Go Ahead, Make My Day! Rob’s tips on leadership

Go Ahead, Make My Day! Rob’s tips on leadership

Want to be like Clint Eastwood, able to glare an employee into submission?

The Business Leader’s Dilemma
You hired what you thought are great people. Yet when they start working, you find that the results you wanted are not materializing. What is your next step? Fire them? Send them to a course? Wait till they figure it out?

Rob McGregor, Spirit West’s leadership coach says “Often it is not the person you hired that is the problem. It is that they have not received clear expectations nor had the opportunity to fully discuss what is needed. Or perhaps they did ask some questions but didn’t gain anymore clarity than before.”

What we notice with leaders is that they often think they have said what they want and in fact they have. But it was said once, it wasn’t a two-way discussion and what was said lacked the context of the bigger picture.

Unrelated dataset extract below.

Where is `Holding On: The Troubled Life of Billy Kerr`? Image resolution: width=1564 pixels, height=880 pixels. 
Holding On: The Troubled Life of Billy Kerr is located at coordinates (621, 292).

For instance, Rob notes that one client wanted his managers to organize their department so that they didn’t need as many people to do the work. Two months later, no changes were in evidence. The leader was frustrated and wanted to blame the managers for not following through.

Standing back from the situation, the following patterns are evident. Do you see yourself in this story:

  1. The manager didn’t know what problem the reorganization would solve and how she would be able to do any better or differently without the additional staff member.
  2. The leader did not explain his expectations and did not invite discussion as to how to achieve the result, what was important about it or how to go about making the change.
  3. The leader waited and speculated about why nothing was being done rather than checking in regularly.
  4. The manager fretted about losing a valuable employee.
  5. The manager did not have experience reorganizing processes in her department. She was great at her technical skill not at process re-engineering.
  6. The manager did not ask the right questions to get a full picture, did not assess what help she might need and did not ask for help in putting a plan together.

Hence, nothing happened. Who is responsible? Who is to blame?

McGregor helps business owners and CEOs deal with untangling these confusing situations. He says “The leader and the follower are both responsible for their lack of communication. Blame shuts down conversations so using it in the aftermath of missed expectations will not uncover the problem nor lead to a solution.”

The answer is no one is to blame. But both parties should be held accountable for working together on setting each other up for success.

And what would Clint do in the same situation? Stare himself in the eye and say “what are you going to do about it?”